Leading the Charge with Farahnaz Forotan
Afghanistan After America - A podcast by Andrew Quilty
At only 28, Farahnaz Forotan has worked at three of Afghanistan’s largest television broadcasters since 2012, hosting flagship talk shows at two of them, including 1TV’s hugely popular weekly program, Kabul Debate, which she's headed since 2019.Forotan is also the founder of My Red Line, an online advocacy campaign allowing Afghans to voice the rights they enjoy now and which they refuse to forfeit or negotiate on as peace negotiations proceed in Doha.We began by talking about Forotan’s earliest years, during the late 1990s after the Taliban had taken control of Kabul and about the conflicts that arose in her family when she started working in the media, later on, in 2012, and how her family’s perception of her work changed since then. We also go into some of the problems she’s had working in the media industry itself, including about the time she volunteered to report from arguably the most dangerous district in the country. She tells me what annoys her about the way foreign reporters cover Afghanistan and about the lack of basic safety protections Afghan journalists have.Forotan talks about My Red Line and how the desires of people in rural areas differ from those living in urban areas.

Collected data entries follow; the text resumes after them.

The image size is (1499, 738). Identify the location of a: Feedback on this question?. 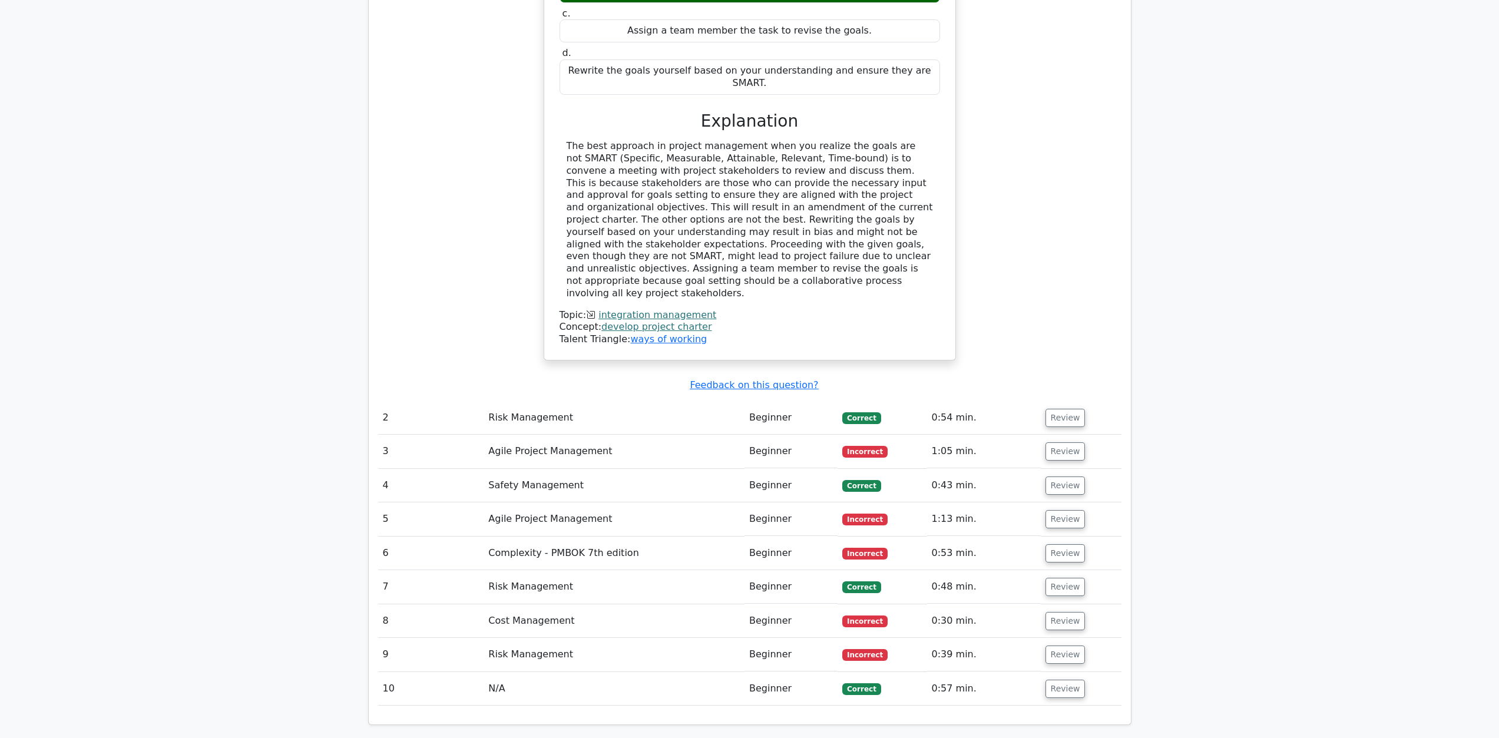
(754, 385).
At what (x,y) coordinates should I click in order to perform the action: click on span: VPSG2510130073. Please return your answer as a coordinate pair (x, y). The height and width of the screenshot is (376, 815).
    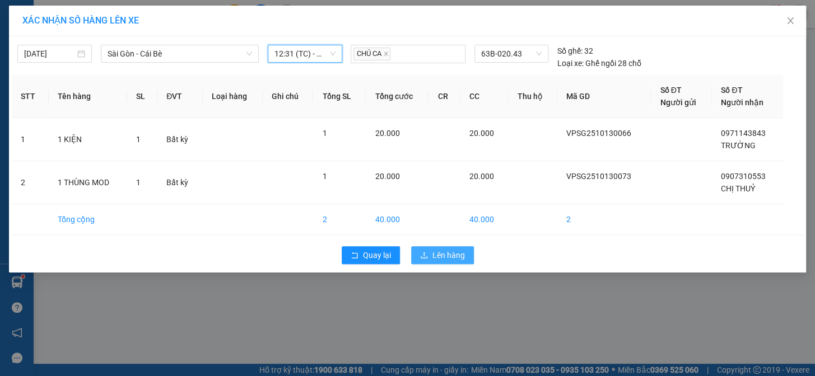
    Looking at the image, I should click on (599, 176).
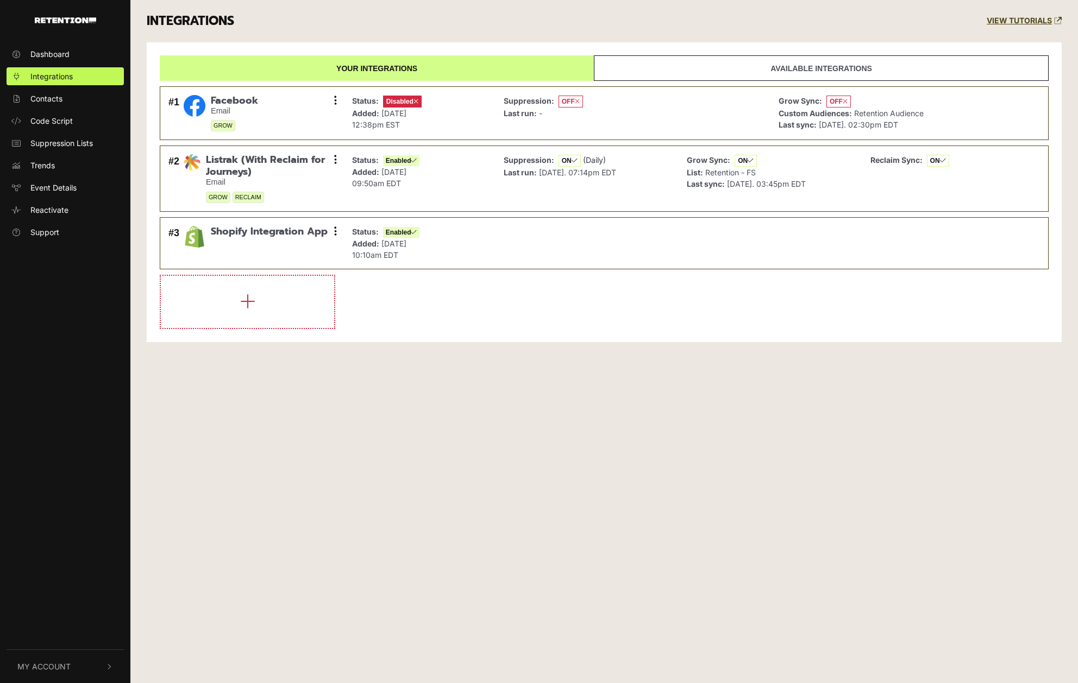 The width and height of the screenshot is (1078, 683). Describe the element at coordinates (65, 667) in the screenshot. I see `button: My Account` at that location.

She also goes into how she felt the U.N. agency that offered support tried to take undue ownership of the campaign.Forotan tells me about how she sees the Taliban misusing Islam by rewriting the rules as it suits them, especially when it comes to issues like corporal and capital punishment.I ask Forotan about the criticisms she receives on social media about being a member of the so-called Kabul elite and about the photo taken of her, in which she's without a headscarf, while interviewing a member of the Taliban’s negotiating team in Doha recently.Farhad Darya's Salaam Afghanistan.